Spent time over the past few days watching all of the 2006 Tour again, which really was an amazing race. For Kloden it was so close! For starters I think he was still battling to find his best form in the first half of the race due to a lack of riding as a result to his broken collarbone in around March/April that season. So with a better preparation in might have done 1-2 minutes better combined in the first ITT/Pyrenees.
The Alps were incredible! T-Mobile's tactics were perfect for the first two days and set Kloden up to potentially win the race, but he didn't have a great third day on the climbs, though still fought on dilligently (even ended up outclimbing guys like Evans and Menchov on the Ju-Plaix when people just think and say that he cracked). Most of the race ended up centreing around 2 stages. The Oscar Perrero gain of half an hour on the flat and the Landis gain of many minutes into Morzine. Quite simply either T-Mobile or any other team with a contender should have taken a little responsibility on that flat stage; even just shave three minutes off that breakaway and Oscar is a non factor (although he was horrible in the Pyrenees, he had been 10th before twice in the Tour, so was no mug). Morzine was more complicated. The key was the Columbierre. Caisse-depane had been forced to make the pace, and their power ran out. The peleton was crawling up that climb and Flloyd's lead ballooned from 4:30 to 8 minutes. That was the climb where other teams should have come to the front, even though they didn't know that Landis was going to be so strong on the Ju-Plaix.
T-Mobile had problems though. Kloden wasn't on a great day, and also on that climb there strong man on the flats, Ghonchar, was yo-yoing off the back. If they had ridden harder then, than Sergei would not have been around to assist the chase later on the flat, when he and CSC's Voight rode hard to bring a nine minute deficit back to about 6:15 at the beginning of the final climb. If they had rode the Collumbierre harder than Voight and Ghonchar might not have been able to help on the run in to the final climb, and as such they might have reduced the deficit by a minute less there. Still, they could have reduced Landis' advantage that he gained by at least two minutes on the Columbierre I am pretty sure. But would that have made Kloden weaker on the final climb and have him genuinely crack? In which case Carlos Sastre (even with a poor final ITT) probably would have won that Tour.
It was such a great tactical race to watch!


## What needs to be done
Report the number of lines in the data where the word "know" appears, and add no other text.

--------------------------------

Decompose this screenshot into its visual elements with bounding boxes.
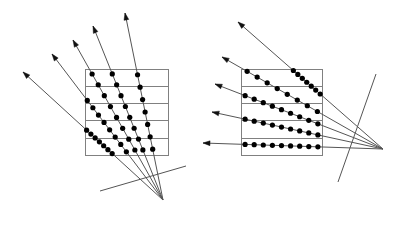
shallow-fan-beam-panel-ray-1-arrowhead-icon [212,111,219,116]
shallow-fan-beam-panel-sample-dot [297,144,302,149]
shallow-fan-beam-panel-sample-dot [270,122,275,127]
steep-fan-beam-panel-sample-dot [120,126,125,131]
steep-fan-beam-panel-ray-0 [23,72,163,200]
steep-fan-beam-panel-sample-dot [110,151,115,156]
steep-fan-beam-panel-sample-dot [113,135,118,140]
shallow-fan-beam-panel-sample-dot [270,104,275,109]
shallow-fan-beam-panel-sample-dot [243,93,248,98]
shallow-fan-beam-panel-sample-dot [297,114,302,119]
steep-fan-beam-panel-sample-dot [137,85,142,90]
shallow-fan-beam-panel-sample-dot [291,68,296,73]
steep-fan-beam-panel-sample-dot [150,147,155,152]
steep-fan-beam-panel-sample-dot [118,93,123,98]
shallow-fan-beam-panel-sample-dot [279,107,284,112]
steep-fan-beam-panel-sample-dot [108,104,113,109]
shallow-fan-beam-panel-sample-dot [242,142,247,147]
shallow-fan-beam-panel-sample-dot [279,124,284,129]
shallow-fan-beam-panel-sample-dot [270,143,275,148]
shallow-fan-beam-panel-sample-dot [315,144,320,149]
shallow-fan-beam-panel-sample-dot [288,126,293,131]
shallow-fan-beam-panel-sample-dot [315,132,320,137]
steep-fan-beam-panel [23,13,186,200]
steep-fan-beam-panel-sample-dot [107,127,112,132]
steep-fan-beam-panel-ray-4-arrowhead-icon [124,13,129,20]
shallow-fan-beam-panel-sample-dot [279,143,284,148]
steep-fan-beam-panel-ray-3-arrowhead-icon [93,26,98,33]
shallow-fan-beam-panel-sample-dot [252,119,257,124]
shallow-fan-beam-panel-sample-dot [261,142,266,147]
shallow-fan-beam-panel-sample-dot [300,76,305,81]
steep-fan-beam-panel-sample-dot [140,147,145,152]
shallow-fan-beam-panel-sample-dot [297,128,302,133]
steep-fan-beam-panel-sample-dot [114,115,119,120]
steep-fan-beam-panel-sample-dot [90,71,95,76]
shallow-fan-beam-panel-sample-dot [313,87,318,92]
shallow-fan-beam-panel-ray-3-arrowhead-icon [222,57,229,63]
shallow-fan-beam-panel-sample-dot [245,69,250,74]
steep-fan-beam-panel-sample-dot [136,136,141,141]
steep-fan-beam-panel-sample-dot [110,71,115,76]
steep-fan-beam-panel-sample-dot [132,126,137,131]
shallow-fan-beam-panel-sample-dot [288,111,293,116]
detector-line-right [338,74,376,182]
shallow-fan-beam-panel-sample-dot [275,86,280,91]
shallow-fan-beam-panel-sample-dot [295,97,300,102]
shallow-fan-beam-panel-sample-dot [265,80,270,85]
steep-fan-beam-panel-ray-3 [93,26,163,200]
steep-fan-beam-panel-sample-dot [132,147,137,152]
shallow-fan-beam-panel-sample-dot [261,100,266,105]
steep-fan-beam-panel-sample-dot [118,142,123,147]
shallow-fan-beam-panel-ray-0-arrowhead-icon [203,141,210,146]
steep-fan-beam-panel-ray-1-arrowhead-icon [52,54,58,61]
shallow-fan-beam-panel-sample-dot [255,75,260,80]
shallow-fan-beam-panel-sample-dot [261,121,266,126]
steep-fan-beam-panel-sample-dot [105,147,110,152]
ray-diagram-svg [0,0,408,231]
steep-fan-beam-panel-ray-2-arrowhead-icon [73,40,79,47]
steep-fan-beam-panel-sample-dot [145,122,150,127]
steep-fan-beam-panel-sample-dot [84,128,89,133]
steep-fan-beam-panel-sample-dot [114,82,119,87]
steep-fan-beam-panel-sample-dot [148,134,153,139]
shallow-fan-beam-panel-sample-dot [305,103,310,108]
shallow-fan-beam-panel-ray-2-arrowhead-icon [215,84,222,89]
shallow-fan-beam-panel-sample-dot [318,91,323,96]
detector-line-left [100,166,186,191]
steep-fan-beam-panel-sample-dot [135,72,140,77]
shallow-fan-beam-panel-sample-dot [243,117,248,122]
shallow-fan-beam-panel-sample-dot [306,118,311,123]
shallow-fan-beam-panel-sample-dot [315,121,320,126]
figure-canvas [0,0,408,231]
shallow-fan-beam-panel-sample-dot [304,80,309,85]
shallow-fan-beam-panel-sample-dot [252,97,257,102]
shallow-fan-beam-panel-sample-dot [295,72,300,77]
steep-fan-beam-panel-sample-dot [140,97,145,102]
steep-fan-beam-panel-sample-dot [96,82,101,87]
steep-fan-beam-panel-sample-dot [143,109,148,114]
shallow-fan-beam-panel-sample-dot [306,130,311,135]
steep-fan-beam-panel-sample-dot [90,105,95,110]
steep-fan-beam-panel-sample-dot [93,135,98,140]
steep-fan-beam-panel-sample-dot [102,93,107,98]
shallow-fan-beam-panel-sample-dot [285,92,290,97]
steep-fan-beam-panel-sample-dot [123,104,128,109]
shallow-fan-beam-panel-sample-dot [306,144,311,149]
steep-fan-beam-panel-sample-dot [127,115,132,120]
steep-fan-beam-panel-sample-dot [96,113,101,118]
steep-fan-beam-panel-sample-dot [97,139,102,144]
steep-fan-beam-panel-sample-dot [88,131,93,136]
steep-fan-beam-panel-sample-dot [85,98,90,103]
steep-fan-beam-panel-ray-1 [52,54,163,200]
shallow-fan-beam-panel-sample-dot [288,143,293,148]
steep-fan-beam-panel-ray-4 [125,13,163,200]
shallow-fan-beam-panel-sample-dot [309,84,314,89]
shallow-fan-beam-panel-sample-dot [252,142,257,147]
steep-fan-beam-panel-sample-dot [101,143,106,148]
steep-fan-beam-panel-sample-dot [101,120,106,125]
steep-fan-beam-panel-sample-dot [124,149,129,154]
shallow-fan-beam-panel [203,22,383,182]
steep-fan-beam-panel-sample-dot [126,137,131,142]
shallow-fan-beam-panel-sample-dot [315,109,320,114]
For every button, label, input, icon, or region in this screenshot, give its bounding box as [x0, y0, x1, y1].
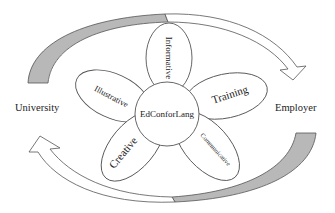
petal-informative-label: Informative — [164, 37, 174, 79]
university-label: University — [15, 102, 60, 113]
cycle-diagram: EdConforLang Informative Training Commun… — [0, 0, 335, 213]
center-label: EdConforLang — [140, 109, 194, 119]
employer-label: Employer — [275, 102, 317, 113]
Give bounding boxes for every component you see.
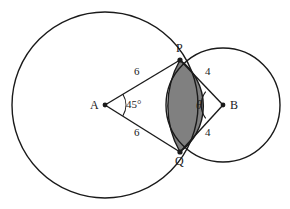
point-label-p: P xyxy=(176,42,183,54)
point-label-q: Q xyxy=(175,155,184,167)
length-label-bp: 4 xyxy=(205,66,211,77)
length-label-ap: 6 xyxy=(134,66,140,77)
angle-label-a: 45° xyxy=(126,99,141,110)
point-b-dot xyxy=(221,103,226,108)
point-label-b: B xyxy=(230,99,238,111)
length-label-aq: 6 xyxy=(134,127,140,138)
point-a-dot xyxy=(103,103,108,108)
point-p-dot xyxy=(177,57,182,62)
angle-label-theta: θ xyxy=(196,99,202,111)
geometry-figure: A B P Q 6 6 4 4 45° θ xyxy=(0,0,290,209)
figure-canvas xyxy=(0,0,290,209)
point-label-a: A xyxy=(90,99,99,111)
length-label-bq: 4 xyxy=(205,127,211,138)
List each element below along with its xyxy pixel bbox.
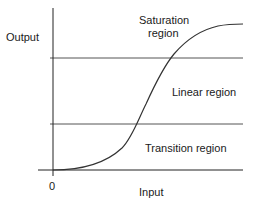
saturation-region-label-line2: region bbox=[148, 27, 179, 39]
x-axis-label: Input bbox=[139, 186, 163, 198]
s-curve-diagram: Output 0 Input Saturation region Linear … bbox=[0, 0, 254, 209]
saturation-region-label-line1: Saturation bbox=[139, 14, 189, 26]
origin-label: 0 bbox=[49, 180, 55, 192]
linear-region-label: Linear region bbox=[172, 86, 236, 98]
y-axis-label: Output bbox=[6, 31, 39, 43]
transition-region-label: Transition region bbox=[145, 142, 227, 154]
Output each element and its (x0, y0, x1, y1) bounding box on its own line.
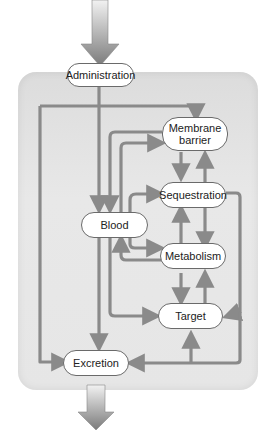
input-arrow-icon (81, 0, 119, 66)
blood-node: Blood (81, 212, 148, 238)
membrane-label-line2: barrier (179, 134, 211, 146)
membrane-label-line1: Membrane (169, 122, 222, 134)
target-node: Target (158, 303, 223, 329)
membrane-barrier-node: Membrane barrier (162, 117, 228, 151)
metabolism-node: Metabolism (160, 243, 226, 269)
administration-node: Administration (67, 63, 134, 87)
excretion-node: Excretion (63, 350, 129, 376)
output-arrow-icon (78, 385, 114, 430)
blood-label: Blood (100, 219, 128, 231)
metabolism-label: Metabolism (165, 250, 221, 262)
sequestration-label: Sequestration (159, 189, 227, 201)
sequestration-node: Sequestration (160, 182, 226, 208)
target-label: Target (175, 310, 206, 322)
excretion-label: Excretion (73, 357, 119, 369)
administration-label: Administration (66, 69, 136, 81)
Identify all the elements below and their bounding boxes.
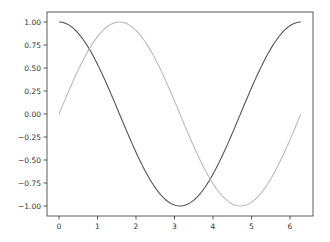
y-tick-label: 0.25 [24,87,41,96]
x-tick-label: 0 [57,222,62,231]
line-chart: 0123456 1.000.750.500.250.00−0.25−0.50−0… [0,0,330,242]
x-tick-label: 4 [211,222,216,231]
y-tick-label: 0.00 [24,110,41,119]
y-tick-label: 0.75 [24,41,41,50]
y-tick-label: −0.75 [18,179,41,188]
y-axis: 1.000.750.500.250.00−0.25−0.50−0.75−1.00 [18,18,47,211]
x-axis: 0123456 [57,216,293,231]
y-tick-label: 1.00 [24,18,41,27]
y-tick-label: −1.00 [18,202,41,211]
x-tick-label: 2 [134,222,139,231]
x-tick-label: 5 [249,222,254,231]
x-tick-label: 1 [95,222,100,231]
y-tick-label: −0.25 [18,133,41,142]
y-tick-label: 0.50 [24,64,41,73]
y-tick-label: −0.50 [18,156,41,165]
x-tick-label: 6 [288,222,293,231]
x-tick-label: 3 [172,222,177,231]
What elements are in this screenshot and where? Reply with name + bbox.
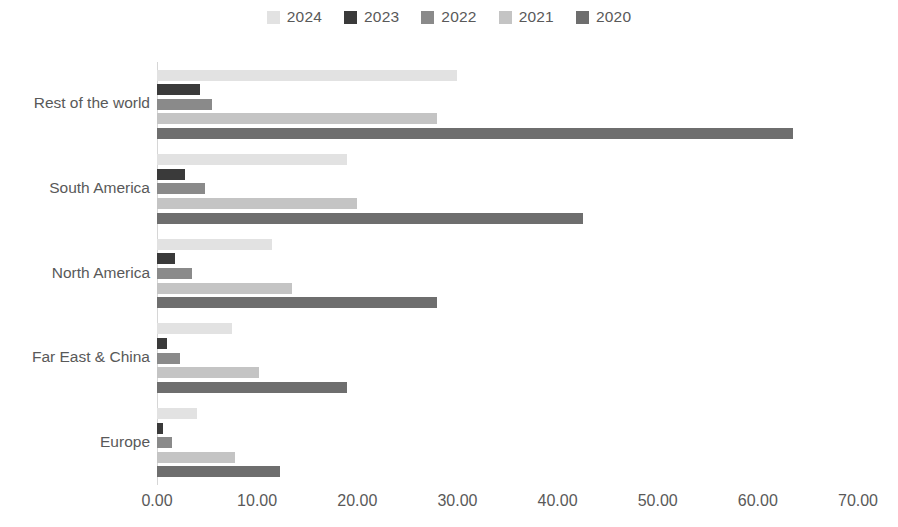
bar-2023-south-america[interactable] [157, 169, 185, 180]
legend-item[interactable]: 2020 [576, 8, 631, 26]
bar-row [157, 408, 858, 419]
bar-row [157, 323, 858, 334]
y-axis-category-labels: Rest of the worldSouth AmericaNorth Amer… [0, 62, 150, 485]
y-axis-label-far-east-china: Far East & China [0, 348, 150, 366]
bar-group [157, 231, 858, 316]
y-axis-label-europe: Europe [0, 433, 150, 451]
bar-2022-south-america[interactable] [157, 183, 205, 194]
bar-row [157, 70, 858, 81]
bar-row [157, 466, 858, 477]
y-axis-label-south-america: South America [0, 179, 150, 197]
bar-row [157, 367, 858, 378]
bar-row [157, 128, 858, 139]
bar-row [157, 297, 858, 308]
bar-2020-far-east-china[interactable] [157, 382, 347, 393]
y-axis-label-north-america: North America [0, 264, 150, 282]
bar-row [157, 113, 858, 124]
bar-2021-north-america[interactable] [157, 283, 292, 294]
legend-swatch-icon [499, 11, 512, 24]
bar-row [157, 423, 858, 434]
legend-item-label: 2020 [596, 8, 631, 26]
chart-legend: 20242023202220212020 [0, 8, 898, 26]
legend-swatch-icon [576, 11, 589, 24]
bar-2024-far-east-china[interactable] [157, 323, 232, 334]
bar-2022-north-america[interactable] [157, 268, 192, 279]
legend-swatch-icon [421, 11, 434, 24]
bar-chart: 20242023202220212020 Rest of the worldSo… [0, 0, 898, 527]
bar-2023-far-east-china[interactable] [157, 338, 167, 349]
x-axis-tick: 50.00 [638, 492, 678, 510]
legend-item-label: 2024 [287, 8, 322, 26]
bar-2022-europe[interactable] [157, 437, 172, 448]
x-axis-tick-labels: 0.0010.0020.0030.0040.0050.0060.0070.00 [157, 492, 858, 518]
bar-row [157, 213, 858, 224]
legend-item-label: 2022 [441, 8, 476, 26]
x-axis-tick: 60.00 [738, 492, 778, 510]
bar-2021-south-america[interactable] [157, 198, 357, 209]
bar-row [157, 382, 858, 393]
bar-group [157, 62, 858, 147]
bar-2023-rest-of-the-world[interactable] [157, 84, 200, 95]
bar-row [157, 84, 858, 95]
legend-swatch-icon [267, 11, 280, 24]
bar-2021-far-east-china[interactable] [157, 367, 259, 378]
bar-row [157, 283, 858, 294]
x-axis-tick: 30.00 [437, 492, 477, 510]
bar-row [157, 239, 858, 250]
bar-row [157, 338, 858, 349]
bar-2024-rest-of-the-world[interactable] [157, 70, 457, 81]
bar-2024-south-america[interactable] [157, 154, 347, 165]
bar-2020-rest-of-the-world[interactable] [157, 128, 793, 139]
legend-item[interactable]: 2021 [499, 8, 554, 26]
legend-item[interactable]: 2022 [421, 8, 476, 26]
bar-2023-europe[interactable] [157, 423, 163, 434]
bar-group [157, 400, 858, 485]
bar-2020-south-america[interactable] [157, 213, 583, 224]
bar-row [157, 353, 858, 364]
bar-2024-europe[interactable] [157, 408, 197, 419]
bar-2022-far-east-china[interactable] [157, 353, 180, 364]
bar-2020-north-america[interactable] [157, 297, 437, 308]
x-axis-tick: 0.00 [141, 492, 172, 510]
bar-row [157, 268, 858, 279]
bar-2022-rest-of-the-world[interactable] [157, 99, 212, 110]
plot-area [157, 62, 858, 485]
legend-item-label: 2023 [364, 8, 399, 26]
bar-2020-europe[interactable] [157, 466, 280, 477]
bar-2021-rest-of-the-world[interactable] [157, 113, 437, 124]
bar-row [157, 99, 858, 110]
legend-swatch-icon [344, 11, 357, 24]
bar-row [157, 253, 858, 264]
bar-2023-north-america[interactable] [157, 253, 175, 264]
bar-2024-north-america[interactable] [157, 239, 272, 250]
bar-2021-europe[interactable] [157, 452, 235, 463]
bar-group [157, 147, 858, 232]
bar-row [157, 183, 858, 194]
bar-row [157, 154, 858, 165]
y-axis-label-rest-of-the-world: Rest of the world [0, 94, 150, 112]
x-axis-tick: 70.00 [838, 492, 878, 510]
legend-item[interactable]: 2023 [344, 8, 399, 26]
bar-row [157, 198, 858, 209]
x-axis-tick: 10.00 [237, 492, 277, 510]
legend-item[interactable]: 2024 [267, 8, 322, 26]
bar-group [157, 316, 858, 401]
bar-row [157, 437, 858, 448]
legend-item-label: 2021 [519, 8, 554, 26]
x-axis-tick: 20.00 [337, 492, 377, 510]
bar-row [157, 169, 858, 180]
x-axis-tick: 40.00 [538, 492, 578, 510]
bar-row [157, 452, 858, 463]
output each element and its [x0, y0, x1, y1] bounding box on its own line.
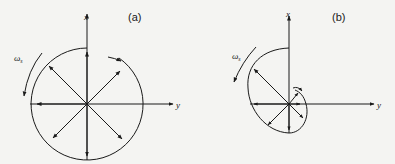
- radial-arrow-upleft: [49, 66, 87, 104]
- radial-arrow-b-downleft: [268, 104, 289, 125]
- stress-curve-b: [248, 48, 307, 133]
- x-axis-label-b: x: [285, 9, 290, 19]
- radial-arrow-upright: [87, 71, 120, 104]
- radial-arrow-b-downright: [289, 104, 303, 118]
- panel-a: [24, 14, 173, 160]
- omega-symbol-a: ωs: [14, 53, 23, 64]
- panel-label-a: (a): [128, 11, 141, 23]
- panel-label-b: (b): [332, 11, 345, 23]
- omega-symbol-b: ωs: [232, 51, 241, 62]
- arc-arrow-b: [293, 87, 302, 91]
- y-axis-label-b: y: [376, 100, 381, 110]
- figure-canvas: x y (a) ωs x y (b) ωs: [0, 0, 395, 164]
- radial-arrow-b-upleft: [254, 69, 289, 104]
- y-axis-label-a: y: [175, 100, 180, 110]
- x-axis-label-a: x: [83, 12, 88, 22]
- radial-arrow-downleft: [53, 104, 87, 138]
- panel-b: [234, 16, 374, 133]
- radial-arrow-b-upright: [289, 93, 298, 104]
- radial-arrow-downright: [87, 104, 122, 139]
- arc-arrow-a: [108, 57, 121, 61]
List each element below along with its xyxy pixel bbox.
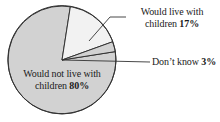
label-dont-know-value: 3%: [201, 56, 216, 67]
pie-chart-figure: Would live with children 17% Don’t know …: [0, 0, 220, 122]
label-dont-know: Don’t know 3%: [152, 56, 216, 68]
label-live-value: 17%: [179, 18, 199, 29]
label-live-line1: Would live with: [141, 6, 204, 17]
label-notlive-line2: children 80%: [10, 80, 114, 92]
label-notlive-value: 80%: [69, 80, 89, 91]
label-would-not-live-with-children: Would not live with children 80%: [10, 68, 114, 91]
label-notlive-line1: Would not live with: [23, 68, 101, 79]
label-dont-know-text: Don’t know: [152, 56, 201, 67]
label-live-line2-text: children: [145, 18, 179, 29]
label-live-line2: children 17%: [128, 18, 216, 30]
label-notlive-line2-text: children: [35, 80, 69, 91]
label-would-live-with-children: Would live with children 17%: [128, 6, 216, 29]
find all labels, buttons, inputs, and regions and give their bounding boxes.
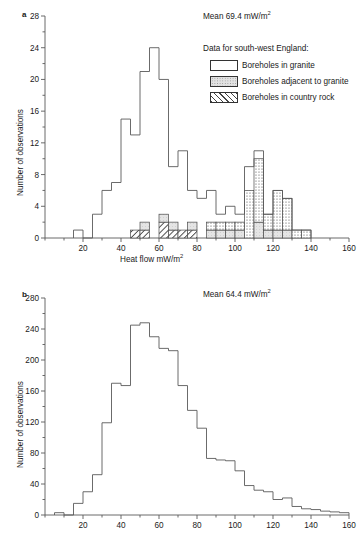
svg-text:80: 80: [192, 244, 202, 253]
svg-text:0: 0: [34, 511, 39, 520]
svg-text:40: 40: [30, 480, 40, 489]
panel-a-y-axis-title: Number of observations: [16, 109, 25, 196]
panel-a-legend: Boreholes in granite Boreholes adjacent …: [210, 58, 349, 106]
legend-swatch-adjacent-icon: [210, 76, 238, 87]
legend-label-granite: Boreholes in granite: [242, 60, 315, 71]
svg-text:24: 24: [30, 44, 40, 53]
panel-a: a Mean 69.4 mW/m2 Data for south-west En…: [0, 0, 361, 272]
svg-text:80: 80: [30, 449, 40, 458]
svg-text:140: 140: [304, 521, 318, 530]
svg-text:0: 0: [34, 234, 39, 243]
legend-swatch-granite-icon: [210, 60, 238, 71]
legend-label-adjacent: Boreholes adjacent to granite: [242, 76, 349, 87]
svg-text:12: 12: [30, 139, 40, 148]
svg-text:16: 16: [30, 107, 40, 116]
svg-text:160: 160: [342, 521, 356, 530]
svg-text:28: 28: [30, 12, 40, 21]
svg-text:8: 8: [34, 171, 39, 180]
panel-a-x-axis-title: Heat flow mW/m2: [120, 255, 183, 264]
panel-b: b Mean 64.4 mW/m2 Number of observations…: [0, 272, 361, 540]
svg-text:240: 240: [25, 325, 39, 334]
svg-text:40: 40: [116, 244, 126, 253]
svg-text:120: 120: [266, 521, 280, 530]
panel-a-letter: a: [22, 10, 26, 19]
panel-a-mean-label: Mean 69.4 mW/m2: [203, 12, 271, 21]
legend-swatch-country-icon: [210, 92, 238, 103]
legend-item-granite: Boreholes in granite: [210, 58, 349, 73]
svg-text:60: 60: [154, 244, 164, 253]
legend-item-adjacent: Boreholes adjacent to granite: [210, 74, 349, 89]
legend-item-country: Boreholes in country rock: [210, 90, 349, 105]
svg-text:100: 100: [228, 521, 242, 530]
svg-text:20: 20: [78, 521, 88, 530]
svg-text:20: 20: [78, 244, 88, 253]
svg-text:120: 120: [25, 418, 39, 427]
panel-b-plot: 0408012016020024028020406080100120140160: [0, 272, 361, 540]
panel-b-mean-label: Mean 64.4 mW/m2: [203, 290, 271, 299]
svg-text:120: 120: [266, 244, 280, 253]
svg-text:280: 280: [25, 294, 39, 303]
svg-text:80: 80: [192, 521, 202, 530]
panel-a-plot: 048121620242820406080100120140160: [0, 0, 361, 272]
svg-text:160: 160: [25, 387, 39, 396]
legend-label-country: Boreholes in country rock: [242, 92, 334, 103]
panel-b-y-axis-title: Number of observations: [16, 381, 25, 468]
svg-text:20: 20: [30, 75, 40, 84]
svg-text:4: 4: [34, 202, 39, 211]
svg-text:200: 200: [25, 356, 39, 365]
svg-text:40: 40: [116, 521, 126, 530]
svg-text:140: 140: [304, 244, 318, 253]
panel-a-legend-title: Data for south-west England:: [203, 44, 309, 53]
svg-text:60: 60: [154, 521, 164, 530]
svg-text:160: 160: [342, 244, 356, 253]
svg-text:100: 100: [228, 244, 242, 253]
panel-b-letter: b: [22, 290, 27, 299]
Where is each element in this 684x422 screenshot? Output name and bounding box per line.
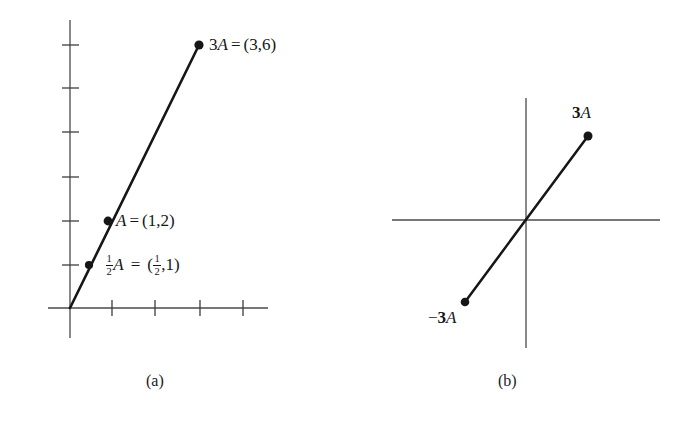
panel-a-axes bbox=[48, 20, 268, 338]
vector-scalar-multiple-figure: 3A=(3,6) A=(1,2) 12A=(12,1) 3A −3A (a) (… bbox=[0, 0, 684, 422]
panel-a-point-3a bbox=[194, 40, 203, 49]
label-half-a-equals-half-1: 12A=(12,1) bbox=[105, 254, 180, 278]
fraction-one-half-rhs: 12 bbox=[153, 254, 160, 278]
label-negative-3a: −3A bbox=[428, 309, 456, 326]
panel-b-point-3a bbox=[584, 132, 593, 141]
figure-canvas bbox=[0, 0, 684, 422]
caption-panel-a: (a) bbox=[146, 372, 164, 390]
label-3a: 3A bbox=[572, 104, 591, 121]
panel-a-point-a bbox=[104, 217, 113, 226]
label-3a-equals-3-6: 3A=(3,6) bbox=[209, 36, 276, 53]
caption-panel-b: (b) bbox=[498, 372, 517, 390]
panel-a-point-half-a bbox=[85, 261, 93, 269]
label-a-equals-1-2: A=(1,2) bbox=[116, 212, 175, 229]
panel-b-point-neg-3a bbox=[461, 298, 470, 307]
fraction-one-half-lhs: 12 bbox=[106, 254, 113, 278]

--------------------------------

## Solution
4